Requirement: With every line kept intact, print the entries that appear below.

-----

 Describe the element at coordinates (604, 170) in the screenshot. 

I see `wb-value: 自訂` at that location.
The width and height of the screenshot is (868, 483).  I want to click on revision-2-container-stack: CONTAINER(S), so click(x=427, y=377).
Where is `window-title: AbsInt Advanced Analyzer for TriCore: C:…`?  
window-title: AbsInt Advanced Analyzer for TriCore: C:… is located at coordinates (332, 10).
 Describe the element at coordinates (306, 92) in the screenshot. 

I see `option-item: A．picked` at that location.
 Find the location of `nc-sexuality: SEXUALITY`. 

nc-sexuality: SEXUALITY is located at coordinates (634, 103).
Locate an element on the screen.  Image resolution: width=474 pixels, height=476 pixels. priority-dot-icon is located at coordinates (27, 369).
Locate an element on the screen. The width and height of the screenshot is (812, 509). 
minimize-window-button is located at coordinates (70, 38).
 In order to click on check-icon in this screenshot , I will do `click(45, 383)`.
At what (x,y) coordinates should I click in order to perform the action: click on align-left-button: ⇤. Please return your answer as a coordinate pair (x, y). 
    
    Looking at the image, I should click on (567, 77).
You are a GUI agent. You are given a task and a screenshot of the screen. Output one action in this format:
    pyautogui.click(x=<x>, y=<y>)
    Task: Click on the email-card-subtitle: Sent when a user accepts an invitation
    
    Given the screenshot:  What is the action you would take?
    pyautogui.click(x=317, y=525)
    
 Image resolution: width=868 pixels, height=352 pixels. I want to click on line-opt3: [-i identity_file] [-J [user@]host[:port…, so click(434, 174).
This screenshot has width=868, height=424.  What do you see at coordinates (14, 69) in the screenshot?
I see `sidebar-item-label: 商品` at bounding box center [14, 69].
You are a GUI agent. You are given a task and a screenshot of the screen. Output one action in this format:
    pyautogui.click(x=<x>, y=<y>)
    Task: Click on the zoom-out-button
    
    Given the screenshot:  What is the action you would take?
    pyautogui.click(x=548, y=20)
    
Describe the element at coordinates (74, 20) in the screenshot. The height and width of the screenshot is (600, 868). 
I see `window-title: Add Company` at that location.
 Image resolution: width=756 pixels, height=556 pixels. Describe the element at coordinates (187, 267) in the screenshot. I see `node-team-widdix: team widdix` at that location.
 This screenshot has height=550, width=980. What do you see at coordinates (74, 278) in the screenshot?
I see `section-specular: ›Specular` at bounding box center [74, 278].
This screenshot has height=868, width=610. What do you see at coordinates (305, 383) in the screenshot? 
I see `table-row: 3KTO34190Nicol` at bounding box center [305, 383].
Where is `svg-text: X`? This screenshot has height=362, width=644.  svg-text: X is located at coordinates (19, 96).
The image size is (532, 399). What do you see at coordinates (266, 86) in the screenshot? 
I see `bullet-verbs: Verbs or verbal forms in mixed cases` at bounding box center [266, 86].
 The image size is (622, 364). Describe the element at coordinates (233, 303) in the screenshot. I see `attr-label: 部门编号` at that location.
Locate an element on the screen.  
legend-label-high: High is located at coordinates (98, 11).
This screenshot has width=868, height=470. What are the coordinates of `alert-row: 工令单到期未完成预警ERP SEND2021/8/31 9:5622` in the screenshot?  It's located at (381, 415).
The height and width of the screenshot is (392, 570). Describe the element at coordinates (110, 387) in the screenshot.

-----

Answer to this problem:
 Describe the element at coordinates (604, 170) in the screenshot. 

I see `wb-value: 自訂` at that location.
The width and height of the screenshot is (868, 483).  I want to click on revision-2-container-stack: CONTAINER(S), so click(x=427, y=377).
Where is `window-title: AbsInt Advanced Analyzer for TriCore: C:…`?  
window-title: AbsInt Advanced Analyzer for TriCore: C:… is located at coordinates (332, 10).
 Describe the element at coordinates (306, 92) in the screenshot. 

I see `option-item: A．picked` at that location.
 Find the location of `nc-sexuality: SEXUALITY`. 

nc-sexuality: SEXUALITY is located at coordinates (634, 103).
Locate an element on the screen.  Image resolution: width=474 pixels, height=476 pixels. priority-dot-icon is located at coordinates (27, 369).
Locate an element on the screen. The width and height of the screenshot is (812, 509). 
minimize-window-button is located at coordinates (70, 38).
 In order to click on check-icon in this screenshot , I will do `click(45, 383)`.
At what (x,y) coordinates should I click in order to perform the action: click on align-left-button: ⇤. Please return your answer as a coordinate pair (x, y). 
    
    Looking at the image, I should click on (567, 77).
You are a GUI agent. You are given a task and a screenshot of the screen. Output one action in this format:
    pyautogui.click(x=<x>, y=<y>)
    Task: Click on the email-card-subtitle: Sent when a user accepts an invitation
    
    Given the screenshot:  What is the action you would take?
    pyautogui.click(x=317, y=525)
    
 Image resolution: width=868 pixels, height=352 pixels. I want to click on line-opt3: [-i identity_file] [-J [user@]host[:port…, so click(434, 174).
This screenshot has width=868, height=424.  What do you see at coordinates (14, 69) in the screenshot?
I see `sidebar-item-label: 商品` at bounding box center [14, 69].
You are a GUI agent. You are given a task and a screenshot of the screen. Output one action in this format:
    pyautogui.click(x=<x>, y=<y>)
    Task: Click on the zoom-out-button
    
    Given the screenshot:  What is the action you would take?
    pyautogui.click(x=548, y=20)
    
Describe the element at coordinates (74, 20) in the screenshot. The height and width of the screenshot is (600, 868). 
I see `window-title: Add Company` at that location.
 Image resolution: width=756 pixels, height=556 pixels. Describe the element at coordinates (187, 267) in the screenshot. I see `node-team-widdix: team widdix` at that location.
 This screenshot has height=550, width=980. What do you see at coordinates (74, 278) in the screenshot?
I see `section-specular: ›Specular` at bounding box center [74, 278].
This screenshot has height=868, width=610. What do you see at coordinates (305, 383) in the screenshot? 
I see `table-row: 3KTO34190Nicol` at bounding box center [305, 383].
Where is `svg-text: X`? This screenshot has height=362, width=644.  svg-text: X is located at coordinates (19, 96).
The image size is (532, 399). What do you see at coordinates (266, 86) in the screenshot? 
I see `bullet-verbs: Verbs or verbal forms in mixed cases` at bounding box center [266, 86].
 The image size is (622, 364). Describe the element at coordinates (233, 303) in the screenshot. I see `attr-label: 部门编号` at that location.
Locate an element on the screen.  
legend-label-high: High is located at coordinates (98, 11).
This screenshot has width=868, height=470. What are the coordinates of `alert-row: 工令单到期未完成预警ERP SEND2021/8/31 9:5622` in the screenshot?  It's located at (381, 415).
The height and width of the screenshot is (392, 570). Describe the element at coordinates (110, 387) in the screenshot.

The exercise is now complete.